Power with vs. power over
Ego-driven power struggles disrupt team communication.
The Marshmallow Design Challenge, created by Peter Skillman, can help us understand this dynamic.
The experiment gives teams of four, 20 pieces of spaghetti, a meter of tape, some string, and 18 minutes to build the highest structure that will support a marshmallow.
After doing this for five years, Skillman has discovered a few things about the ways teams communicate.
First, working in parallel produces better ideas than teams working in isolation.
Secondly, “You never get more unless you ask, and adults accept the rules as sacrosanct.”
Finally, kindergartners consistently achieve the highest score of any group ever tested, including engineers and CEOs.
Why?
It may be the same reason that business school students are the lowest-scoring group.

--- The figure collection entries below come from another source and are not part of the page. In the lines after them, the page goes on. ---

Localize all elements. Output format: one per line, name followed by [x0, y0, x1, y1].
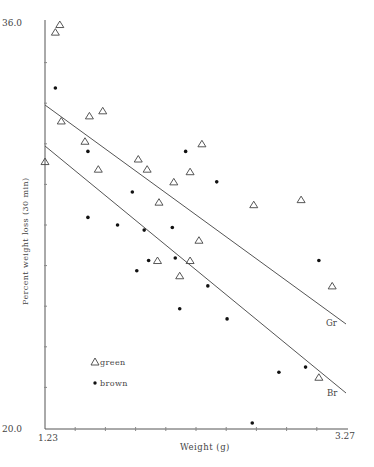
green-point — [81, 138, 89, 145]
green-point — [155, 199, 163, 206]
green-point — [56, 21, 64, 28]
green-point — [154, 257, 162, 264]
regression-line-green — [45, 105, 346, 324]
brown-point — [277, 370, 281, 374]
brown-point — [317, 259, 321, 263]
brown-point — [86, 150, 90, 154]
green-point — [315, 374, 323, 381]
brown-point — [304, 365, 308, 369]
y-axis-title: Percent weight loss (30 min) — [21, 178, 30, 305]
green-point — [51, 29, 59, 36]
brown-point — [116, 223, 120, 227]
brown-point — [250, 421, 254, 425]
green-point — [328, 282, 336, 289]
x-max-label: 3.27 — [335, 431, 355, 441]
brown-point — [184, 150, 188, 154]
line-label-green: Gr — [326, 318, 338, 328]
green-point — [134, 156, 142, 163]
y-max-label: 36.0 — [2, 18, 22, 28]
green-point — [195, 237, 203, 244]
legend-triangle-icon — [91, 358, 99, 365]
green-point — [250, 201, 258, 208]
x-min-label: 1.23 — [38, 433, 58, 443]
brown-point — [86, 216, 90, 220]
scatter-chart: 36.0 20.0 1.23 3.27 Weight (g) Percent w… — [0, 0, 374, 467]
brown-point — [147, 259, 151, 263]
brown-point — [171, 226, 175, 230]
legend-label-green: green — [100, 358, 126, 367]
brown-point — [173, 256, 177, 260]
y-min-label: 20.0 — [2, 424, 22, 434]
brown-point — [131, 190, 135, 194]
brown-point — [142, 228, 146, 232]
line-label-brown: Br — [327, 388, 338, 398]
brown-point — [215, 180, 219, 184]
green-point — [143, 166, 151, 173]
green-point — [99, 107, 107, 114]
brown-point — [206, 284, 210, 288]
data-points — [41, 21, 336, 425]
legend: green brown — [91, 358, 128, 388]
brown-point — [135, 269, 139, 273]
brown-point — [178, 307, 182, 311]
axis-ticks — [44, 63, 317, 431]
legend-dot-icon — [93, 381, 96, 384]
green-point — [198, 140, 206, 147]
green-point — [176, 272, 184, 279]
green-point — [170, 178, 178, 185]
green-point — [186, 168, 194, 175]
green-point — [85, 112, 93, 119]
x-axis-title: Weight (g) — [180, 442, 230, 452]
green-point — [94, 166, 102, 173]
brown-point — [225, 317, 229, 321]
green-point — [297, 196, 305, 203]
regression-line-brown — [45, 146, 346, 393]
brown-point — [54, 86, 58, 90]
legend-label-brown: brown — [100, 379, 128, 388]
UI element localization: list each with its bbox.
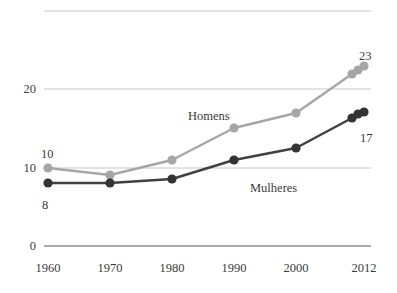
gridlines [44, 11, 371, 246]
x-axis-tick-2012: 2012 [342, 262, 386, 275]
data-label-mulheres-start: 8 [42, 199, 48, 212]
x-axis-tick-1990: 1990 [212, 262, 256, 275]
x-axis-tick-1960: 1960 [26, 262, 70, 275]
y-axis-tick-0: 0 [8, 240, 36, 253]
data-label-homens-start: 10 [41, 148, 54, 161]
x-axis-tick-2000: 2000 [274, 262, 318, 275]
series-label-mulheres: Mulheres [250, 182, 297, 195]
y-axis-tick-20: 20 [8, 83, 36, 96]
data-label-homens-end: 23 [359, 50, 372, 63]
data-label-mulheres-end: 17 [360, 132, 373, 145]
chart-canvas [0, 0, 397, 293]
x-axis-tick-1980: 1980 [150, 262, 194, 275]
x-axis-tick-1970: 1970 [88, 262, 132, 275]
plot-area: 20 10 0 1960 1970 1980 1990 2000 2012 10… [0, 0, 397, 293]
series-label-homens: Homens [188, 110, 230, 123]
line-chart: 20 10 0 1960 1970 1980 1990 2000 2012 10… [0, 0, 397, 293]
y-axis-tick-10: 10 [8, 162, 36, 175]
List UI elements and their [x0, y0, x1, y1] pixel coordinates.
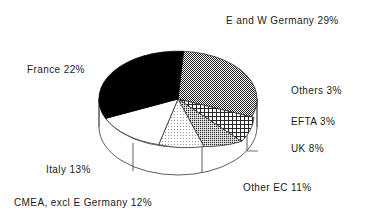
slice-label-uk: UK 8% — [291, 143, 324, 154]
slice-label-france: France 22% — [27, 64, 85, 75]
slice-label-other-ec: Other EC 11% — [243, 182, 312, 193]
slice-label-italy: Italy 13% — [46, 164, 91, 175]
pie-chart-canvas — [0, 0, 380, 224]
slice-label-efta: EFTA 3% — [291, 116, 335, 127]
pie-chart-figure: E and W Germany 29% Others 3% EFTA 3% UK… — [0, 0, 380, 224]
pie-slices — [99, 51, 257, 147]
slice-label-others: Others 3% — [291, 85, 342, 96]
slice-label-cmea-excl-e-germany: CMEA, excl E Germany 12% — [14, 197, 152, 208]
slice-label-e-and-w-germany: E and W Germany 29% — [226, 15, 339, 26]
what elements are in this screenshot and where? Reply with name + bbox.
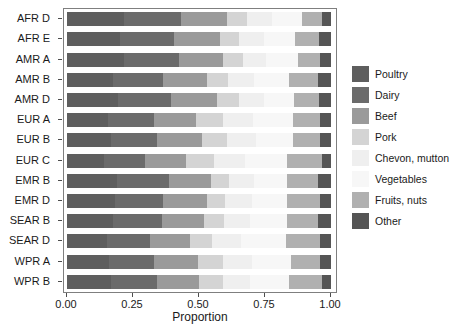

The answer has nothing to do with design skills, leadership skills, or creativity skills.
It has everything to do with the way they communicate.
Skillman says:
Kindergartners don’t waste time in status transactions. There’s no discussion about who will be the leader. They just jump in and do it, and
They don't sit around talking about the problem. Many business school student teams end up with a score of zero. Not because they’re not smart, but because they couldn’t cooperate.
One of the lessons Skillman takes away is that children “experience the thing directly.”
Without their egos getting in the way, kindergartners are able to achieve more by using power with, rather than power over.